They approached Adelaide's office, its door marked with a simple placard reading "Medical Examiner." Noah knocked twice and entered without waiting for a response.
"Hey, Addie."
Adelaide Chambers looked up from her computer terminal, her hair pulled back in its characteristic bun, reading glasses perched on the end of her nose. At fifty-two, she'd been doingthis job longer than most people had been alive, and her competence showed in every gesture, every measured word.
"Noah, oh, and Mia." Her warm smile took in the cast and bruises with professional assessment. "Mia, how's your arm?"
Mia raised the cast slightly. "It'll survive."
"Well, good news and bad news." Adelaide gestured toward two chairs positioned in front of her desk, though neither of them sat. "The bones you gave me, I was able to confirm the DNA is one and the same. They belonged to Travis Rudd. The DNA also matches the DNA found under Jacob Hale's nails. So you have your killer."
Noah felt a mixture of satisfaction and relief wash through him. After ten years of speculation and dead ends, they finally had scientific confirmation of what had happened in Rebecca Hale's house that terrible night. Travis Rudd, the obsessed former student, had graduated from inappropriate attention to murder.
"And the bad news?" Noah asked, though he suspected he already knew.
"There were so few bones that it's hard to tell how Travis died or if there was any other DNA evidence that could link someone to his murder. So you solve one case and have another. Of course, there's always the possibility he killed himself."
Mia shook her head with immediate certainty. "No."
Adelaide raised an eyebrow at the conviction in her voice. Noah found himself studying his daughter's reaction, noting how quickly she'd dismissed the suicide theory. Her mind was clearly working through scenarios, possibilities, connections that went beyond what the evidence currently supported.
"So it looks like your daughter and Gideon managed to finally provide answers to a decade-old case," Adelaide continued, her tone carrying genuine admiration. "Well done, Mia. Must feel good."

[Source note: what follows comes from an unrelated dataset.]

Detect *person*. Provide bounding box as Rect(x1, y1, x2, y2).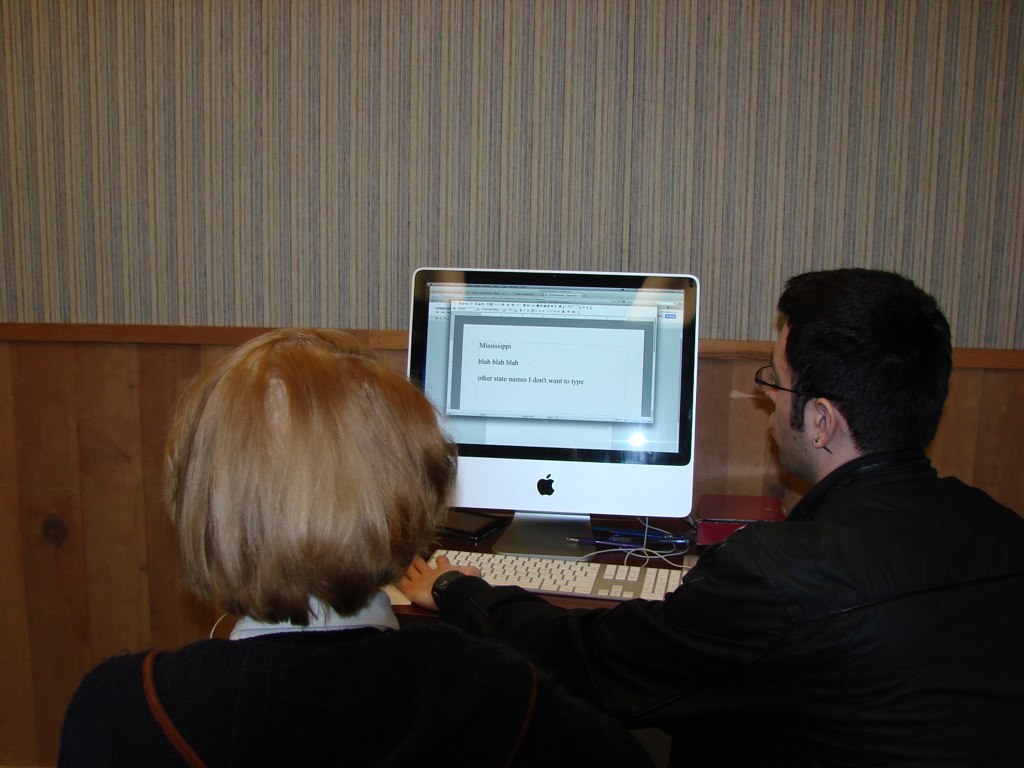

"I guess." Mia's response carried none of the satisfaction Noah would have expected. Instead, her frustration was barely concealed, as if the answers they'd found only opened more questions she couldn't yet voice.
Adelaide's eyes crinkled with amusement. "Your father must be proud of you. Right, Noah?"

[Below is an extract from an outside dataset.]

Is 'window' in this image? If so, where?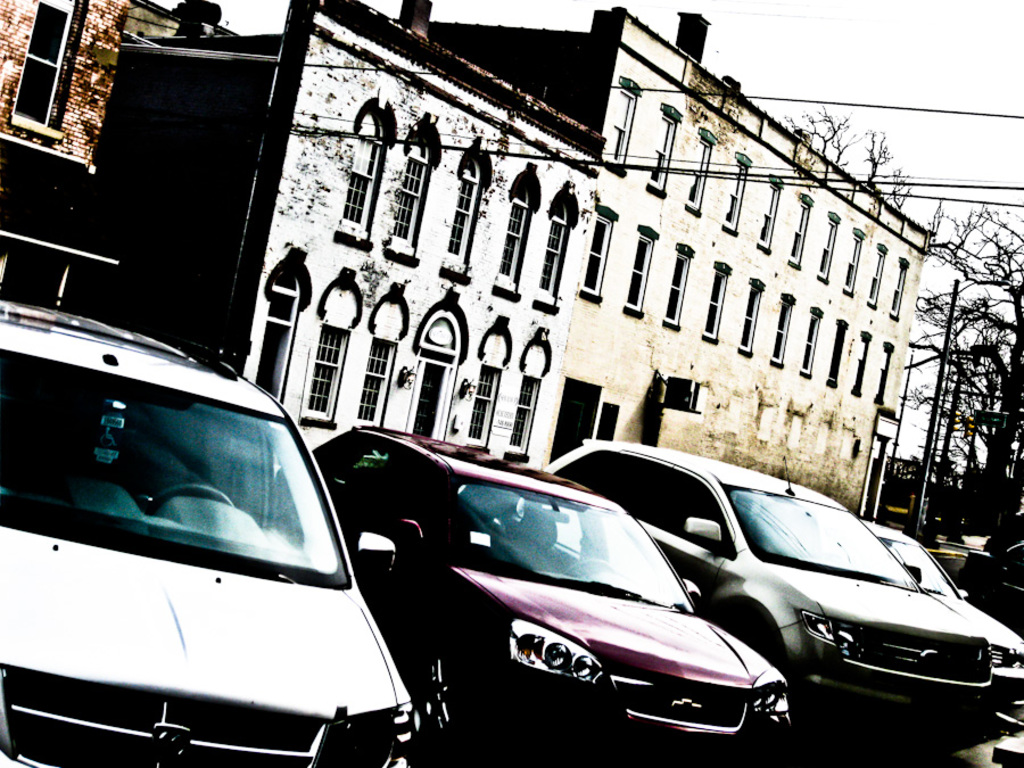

Noah glanced at Mia and placed a protective hand on her shoulder, feeling the tension in her muscles. "Always."
"Addie," Mia said suddenly. "Was the only DNA evidence submitted by the Sheriff's Office the DNA found under Jacob's nails?"
"Yeah. Why?"
"I just thought they had a latex glove. The official report mentioned a latex glove."

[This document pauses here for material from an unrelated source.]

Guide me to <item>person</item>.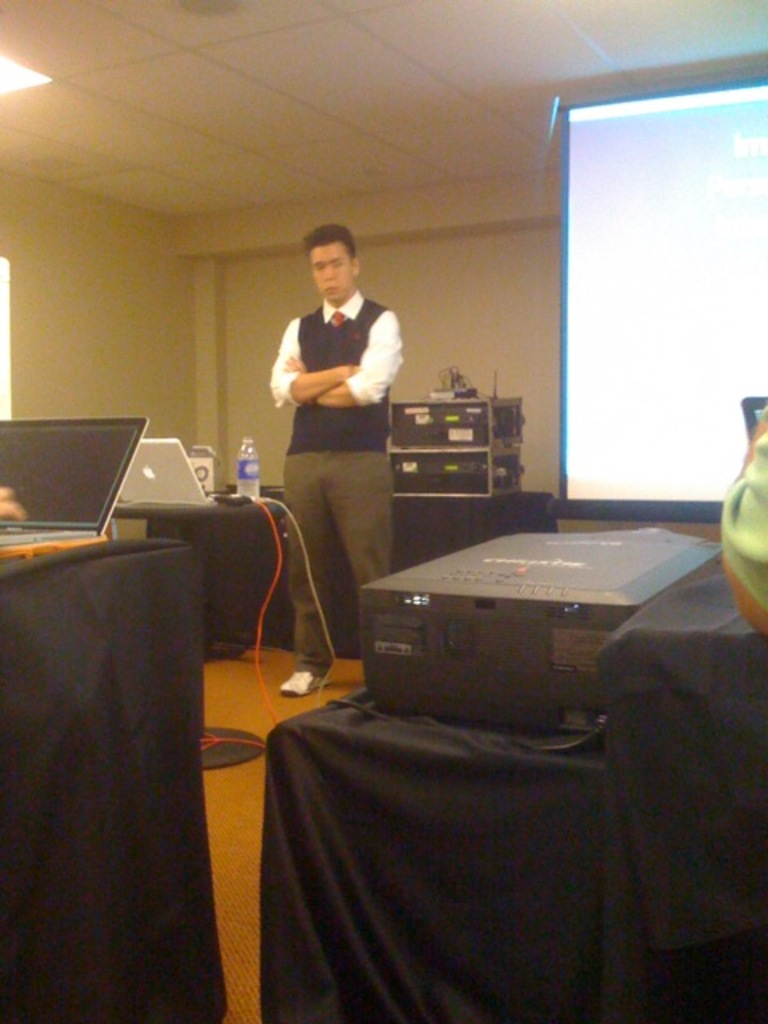
Guidance: <bbox>269, 222, 403, 698</bbox>.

Noah rolled his eyes. They were back to this again, the missing evidence, the conspiracy theories, the suggestion that law enforcement had somehow failed or covered up crucial information. "If it was there, they would have tested it, Mia."
"The question is why isn't it there?"
Adelaide looked between father and daughter, sensing the undercurrent of tension that had nothing to do with scientific analysis. "Things have a way of getting lost over ten years. It happens. It's not ideal, but it happens. It doesn’t suggest a cover-up. Even if it was there, I imagine the DNA from the glove would match Travis Rudd if his DNA was found under Jacob's nails."
"Yeah, maybe." Mia's tone suggested she wasn't convinced. "But it makes you wonder why."
"Why what?"
"Someone would remove the glove and leave it behind?"
Adelaide exchanged a glance with Noah, her expression shifting to something between amusement and concern. "I'm telling you, Noah, the kid's a chip off the old block. Watch out, she'll take your job." She turned away with a chuckle, but hernext words carried professional weight. "Though she has a good point. If it existed and was in the report, the evidence log should reveal that. You might want to check that."
"Yeah, I'll do that."
As they prepared to leave, Noah found himself both proud of Mia's analytical thinking and worried about where it might lead her. She had the instincts of a natural investigator, but those same instincts could create problems if they led her to see patterns that didn't exist or conspiracies where there were only bureaucratic failures.
After Luke’s death, he’d gone down that rabbit hole. Hell, he was still down it.
They headed out of the room in silence, the weight of new information and unresolved questions hanging between them. The fluorescent lights hummed overhead. Noah could see his daughter's mind working, processing, planning her next move.
As they waited for the elevator, he studied her profile again. The bruises were already beginning to fade at the edges, but the intensity in her eyes had only sharpened. She'd been through trauma that would have broken most people her age, yet here she was, still pushing for answers, still refusing to let sleeping dogs lie.